Bottecchia descended and I saw him disappear in the night. The moon had risen and everything was stained with its pale, yellowish light. I hid in a shadowy spot and awaited the return of my soldier. The few minutes he stayed away seemed interminable. Finally with great joy I saw him and when he got back to me he reported that he had found nothing to hinder us from carrying out our project. We continued along the rocky road and approached the village. Two small houses in front of us clearly indicated the poverty of the inhabitants. We chose the poorer one and knocked at the low, narrow door. No answer. We knocked again, and then knocked at a shutter and a closed window. Finally some noise! Someone had been awakened and sleepy voices reached us in the silence of the night. Immediately after the frightened voice of a woman asked us in the Venetian dialect, “Who are you and what do you want?”
“We are Italians and we ask you mercifully for a drop of water.”
Someone arose and shortly after we heard the slow heavy footsteps of an old man coming down the wooden stairs.
“Who are you Christians traveling at so late an hour?”
“We are prisoners who have escaped from a camp near Gemona. For pity’s sake give us a draught of water to drink. Tell us, too, what village is this? Are there any soldiers? Are there gendarmes?”
“This village is Sarone, but you can feel safe because all the soldiers left for the front several days ago and even the gendarmes who were here guarding the village have followed the brigade.”
At last we breathed.
“Thank heavens they have gone,” continued the old man in a tired voice, “for if things had kept on this way, we would not have had a single blade of grass left. They have taken everything away from us. Imagine, they have begun to dig up even the new potatoes which are no bigger than a pigeon’s egg. Everything, every vegetable which comes within their reach is devoured at once. Imagine, they even cook the tendrils of the vines in their soup.... But you do not look as if you had suffered much, you especially,” he said turning towards me, “you must have been a cook in some concentration camp.”
I did not answer but greedily drank the water from the cup he had offered me, and no liquor, no beverage has ever tasted better to me than that draught of water did.
“Tell me, my good man, why have the soldiers left for the front?”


* _EXERCISE REQUIREMENTS_: Please transcribe the listing below exactly, but only from the line containing "The width and" through its last line.

* _AVAILABLE RECORDS_:
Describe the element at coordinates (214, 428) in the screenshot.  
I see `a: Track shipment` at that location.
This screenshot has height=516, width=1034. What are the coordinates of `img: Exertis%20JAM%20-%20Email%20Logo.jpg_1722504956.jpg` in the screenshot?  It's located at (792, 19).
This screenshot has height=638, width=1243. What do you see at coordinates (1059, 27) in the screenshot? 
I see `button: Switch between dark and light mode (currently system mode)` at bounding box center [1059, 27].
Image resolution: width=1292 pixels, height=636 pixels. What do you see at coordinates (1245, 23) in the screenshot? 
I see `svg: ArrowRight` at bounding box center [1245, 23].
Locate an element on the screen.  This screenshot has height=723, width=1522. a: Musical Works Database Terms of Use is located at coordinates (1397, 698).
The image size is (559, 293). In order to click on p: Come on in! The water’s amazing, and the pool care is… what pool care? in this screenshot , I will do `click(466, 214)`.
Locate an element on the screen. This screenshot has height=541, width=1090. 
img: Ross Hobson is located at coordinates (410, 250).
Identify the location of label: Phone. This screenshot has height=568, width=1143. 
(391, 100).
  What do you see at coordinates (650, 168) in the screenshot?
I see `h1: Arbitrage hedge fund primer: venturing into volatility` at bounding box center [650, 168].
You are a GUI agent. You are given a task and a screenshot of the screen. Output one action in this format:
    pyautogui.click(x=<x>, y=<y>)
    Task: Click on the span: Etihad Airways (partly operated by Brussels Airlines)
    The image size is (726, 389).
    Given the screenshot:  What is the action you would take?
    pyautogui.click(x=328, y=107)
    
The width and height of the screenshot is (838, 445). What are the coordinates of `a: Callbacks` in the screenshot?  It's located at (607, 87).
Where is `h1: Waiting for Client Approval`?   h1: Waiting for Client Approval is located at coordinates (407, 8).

* _SOLUTION TO THE PROBLEM_:
The width and height of the screenshot is (838, 445). What are the coordinates of `a: Callbacks` in the screenshot?  It's located at (607, 87).
Where is `h1: Waiting for Client Approval`?   h1: Waiting for Client Approval is located at coordinates (407, 8).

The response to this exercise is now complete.